HACKGATE DAY 151: No honour among hackers as Brooks ‘confirmed’ as a victim

Rebekah….going for sympathy vote?

…and Newscorp invites Hunt to its Summer Party

It’s pretty clear that, during 2005, Newscorp CEO Rebekah Brooks’s mobile phone must’ve been the most public piece of personal technology on the planet. For as well as her conversations being bugged by the Met Police (they probably wanted to know what was on the menu for dinner that night) A N Other Newscorp title was also hacking her message-box. What a good job it is, then, that Rebekah wasn’t hacking anyone herself; otherwise her phone would’ve had a nervous breakdown at some point.

But it does make you wonder about all that shareholders’ money going on detectives’ fees when it might have been a whole lot easier to just….you know, have a meeting or something.

Call me suspicious, but I sense a dimension of sympathy vote in this ‘she-was-hacked-too’ mullarkey. Fine, I know the Met found her name in all the Mulcaire stuff, but…well, this is the Met we’re talking about here. And Roop – who has a bit of  a thing for Big Hair Becky – is very keen for her to get off.

I mean here you are, the editor of the Screws, and you know that the Sun’s editor is the apple of the boss’s eye.
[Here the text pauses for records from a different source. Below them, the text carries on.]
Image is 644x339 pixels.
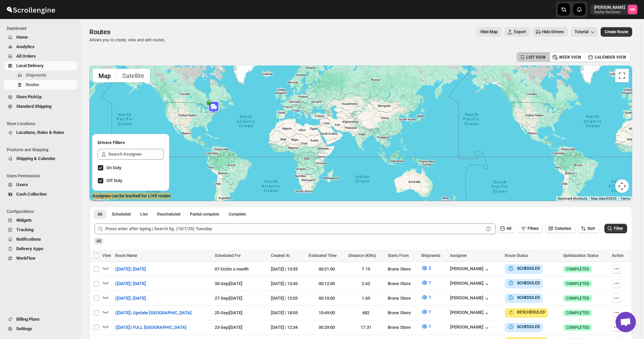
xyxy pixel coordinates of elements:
button: All routes [93,210,106,219]
button: LIST VIEW [517,53,550,62]
span: ([DATE]) [DATE] [115,266,146,273]
span: Action [612,253,624,258]
input: Press enter after typing | Search Eg. (10/7/25) Tuesday [106,223,484,234]
span: Settings [17,326,32,331]
span: Shipments [26,73,47,77]
button: ([DATE]) [DATE] [111,293,150,304]
div: 10:49:00 [309,309,344,317]
span: All [507,226,511,231]
div: Bronx Store [387,295,417,302]
button: 1 [417,307,435,317]
span: Users [17,182,28,187]
span: Columns [555,226,571,231]
div: Bronx Store [387,324,417,331]
button: Filter [604,224,627,233]
span: Complete [229,211,246,217]
span: Export [514,29,526,35]
div: 2.62 [349,281,383,287]
button: Show satellite imagery [117,69,150,83]
span: Local Delivery [17,63,44,68]
img: Google [91,193,113,201]
button: Toggle fullscreen view [615,69,629,83]
span: Home [17,35,28,40]
div: [PERSON_NAME] [450,310,490,317]
button: Home [4,32,77,42]
button: [PERSON_NAME] [450,295,490,302]
b: SCHEDULED [517,324,540,329]
span: 07-Oct | in a month [215,266,248,272]
button: SCHEDULED [508,265,540,272]
div: [DATE] | 18:03 [271,309,305,317]
div: 00:29:00 [309,324,344,331]
span: Create Route [604,29,628,35]
span: Billing Plans [17,317,40,322]
span: Standard Shipping [17,104,51,109]
button: User menu [590,4,638,15]
span: Assignee [450,253,466,258]
b: RESCHEDULED [517,310,545,315]
div: Bronx Store [387,309,417,317]
div: [PERSON_NAME] [450,266,490,273]
span: Shipments [421,253,441,258]
span: View [102,253,111,258]
button: Sort [578,224,599,233]
span: ([DATE]) FULL [GEOGRAPHIC_DATA] [115,324,186,331]
span: 23-Sep | [DATE] [215,325,242,330]
span: On Duty [106,165,121,170]
button: ([DATE]) Upstate [GEOGRAPHIC_DATA] [111,308,196,318]
button: ([DATE]) [DATE] [111,278,150,289]
button: Map action label [477,27,502,37]
span: Scheduled For [215,253,241,258]
span: Store Locations [6,121,78,126]
span: Store PickUp [17,94,42,99]
button: Filters [518,224,543,233]
button: Keyboard shortcuts [558,196,587,201]
span: ([DATE]) [DATE] [115,281,146,287]
div: 00:21:00 [309,266,344,273]
button: ([DATE]) FULL [GEOGRAPHIC_DATA] [111,322,190,333]
a: Terms (opens in new tab) [620,197,630,200]
button: SCHEDULED [508,294,540,301]
span: Route Name [115,253,137,258]
span: Dashboard [6,26,78,31]
span: Estimated Time [309,253,337,258]
div: 7.19 [349,266,383,273]
img: ScrollEngine [5,1,56,18]
span: All [97,211,102,217]
p: [PERSON_NAME] [594,5,625,10]
text: NB [630,8,635,12]
button: Show street map [93,69,117,83]
span: WEEK VIEW [559,54,581,60]
span: Cash Collection [17,191,47,197]
span: CALENDER VIEW [594,54,626,60]
span: Routes [90,28,110,36]
span: COMPLETED [566,266,590,272]
div: [PERSON_NAME] [450,324,490,331]
span: Live [140,211,147,217]
span: Products and Shipping [6,147,78,152]
button: RESCHEDULED [508,309,545,316]
button: Tracking [4,225,77,234]
span: Shipping & Calendar [17,156,55,161]
span: Route Status [505,253,528,258]
span: Sort [587,226,595,231]
span: Filter [614,226,623,231]
div: Bronx Store [387,266,417,273]
span: 1 [429,295,431,300]
span: Tracking [17,227,34,232]
button: Users [4,180,77,190]
div: Open chat [616,312,636,333]
span: COMPLETED [566,325,590,330]
button: All Orders [4,51,77,61]
div: 00:10:00 [309,295,344,302]
button: Export [504,27,530,37]
span: Tutorial [574,30,589,34]
div: 17.31 [349,324,383,331]
span: WorkFlow [17,256,35,261]
div: [DATE] | 12:34 [271,324,305,331]
span: 1 [429,280,431,285]
p: basha-furniture [594,10,625,14]
div: [PERSON_NAME] [450,281,490,288]
span: 30-Sep | [DATE] [215,281,242,286]
button: Map camera controls [615,180,629,193]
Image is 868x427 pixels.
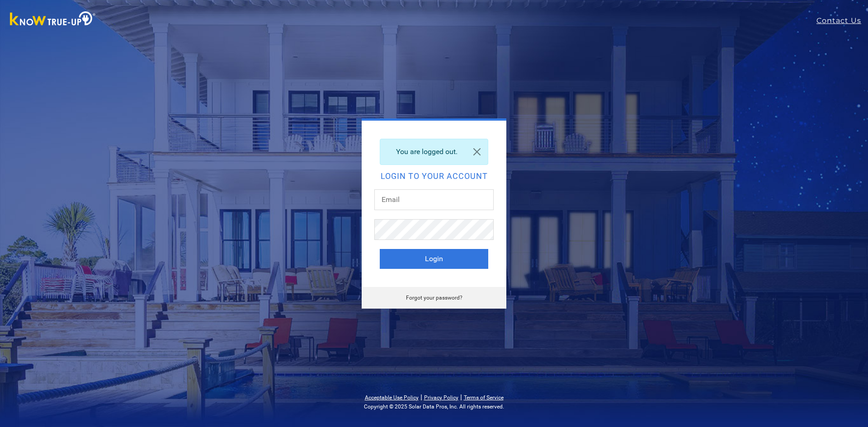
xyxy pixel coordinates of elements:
[421,392,422,401] span: |
[466,139,488,164] a: Close
[464,394,503,401] a: Terms of Service
[5,10,100,30] img: Know True-Up
[406,294,463,301] a: Forgot your password?
[424,394,458,401] a: Privacy Policy
[365,394,419,401] a: Acceptable Use Policy
[380,139,488,165] div: You are logged out.
[374,189,494,210] input: Email
[380,172,488,180] h2: Login to your account
[380,249,488,269] button: Login
[816,15,868,26] a: Contact Us
[460,392,462,401] span: |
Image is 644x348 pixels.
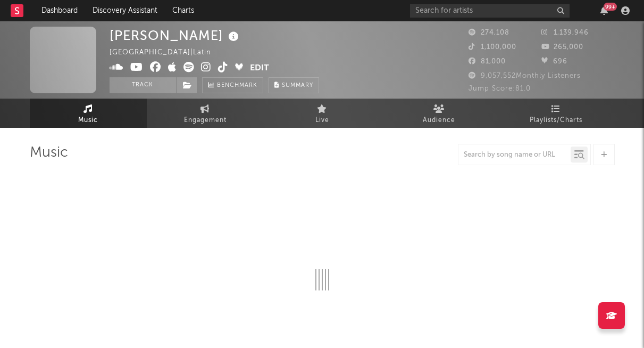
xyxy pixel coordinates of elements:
div: [PERSON_NAME] [109,26,241,44]
button: Summary [268,77,319,94]
span: Jump Score: 81.0 [468,85,531,92]
span: Engagement [184,114,226,126]
span: 1,100,000 [468,44,516,51]
button: 99+ [600,7,608,15]
input: Search for artists [410,5,569,18]
span: Audience [422,114,455,126]
a: Benchmark [202,77,264,94]
span: 9,057,552 Monthly Listeners [468,72,580,80]
div: [GEOGRAPHIC_DATA] | Latin [109,46,223,59]
input: Search by song name or URL [458,151,570,159]
button: Edit [250,62,269,75]
span: Benchmark [217,80,257,92]
span: 81,000 [468,58,506,65]
a: Audience [380,98,498,128]
span: Summary [282,82,313,88]
button: Track [109,77,176,94]
span: Playlists/Charts [530,114,582,126]
span: Music [79,114,98,126]
a: Music [30,98,147,128]
span: 1,139,946 [541,29,589,36]
span: Live [315,114,329,126]
a: Engagement [147,98,264,128]
span: 274,108 [468,29,509,36]
div: 99 + [604,3,617,10]
a: Playlists/Charts [498,98,615,128]
span: 696 [541,58,567,65]
a: Live [264,98,380,128]
span: 265,000 [541,44,583,51]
What better way to further your career than hack her phone, and then run a story about – and I choose this entirely at random – her actor beau being in bed with somebody else very young when you get back home after a party? Put it like this: it isn’t the strategy I’d adopt.

Oh – I nearly forgot – the revelation that Ms Brooks was a likely repeated target for Mr Mulcaire was made by…..Sky News. What a relief that it’s being spun off as part of the BSkyB bid scam sorry, approval process.

Ms Brooks or Mr Coulson or son James (or any one of a dozen people, really) being found in Mr Mulcaire’s haul having done some hacking wouldn’t be good for Murdoch’s BSkyB bid approval; and yet what the Met finds is somebody hacking the editor’s phone. It’s a rum old world.

Still, the multinational Rupert remains as keen as mustard to have his prize, and thus didn’t think twice about inviting Jeremy Hunt to the Newscorp summer bash. The uncaring brass neck of it is amazing, is it not? But even Basil Brush had enough sensitivity to turn that one down.

Anyway, Mr Hunt is far too busy deciding whether to give Newscorp the bid go-ahead. So he must now retire, in order to consider his decision, of ‘Yes’.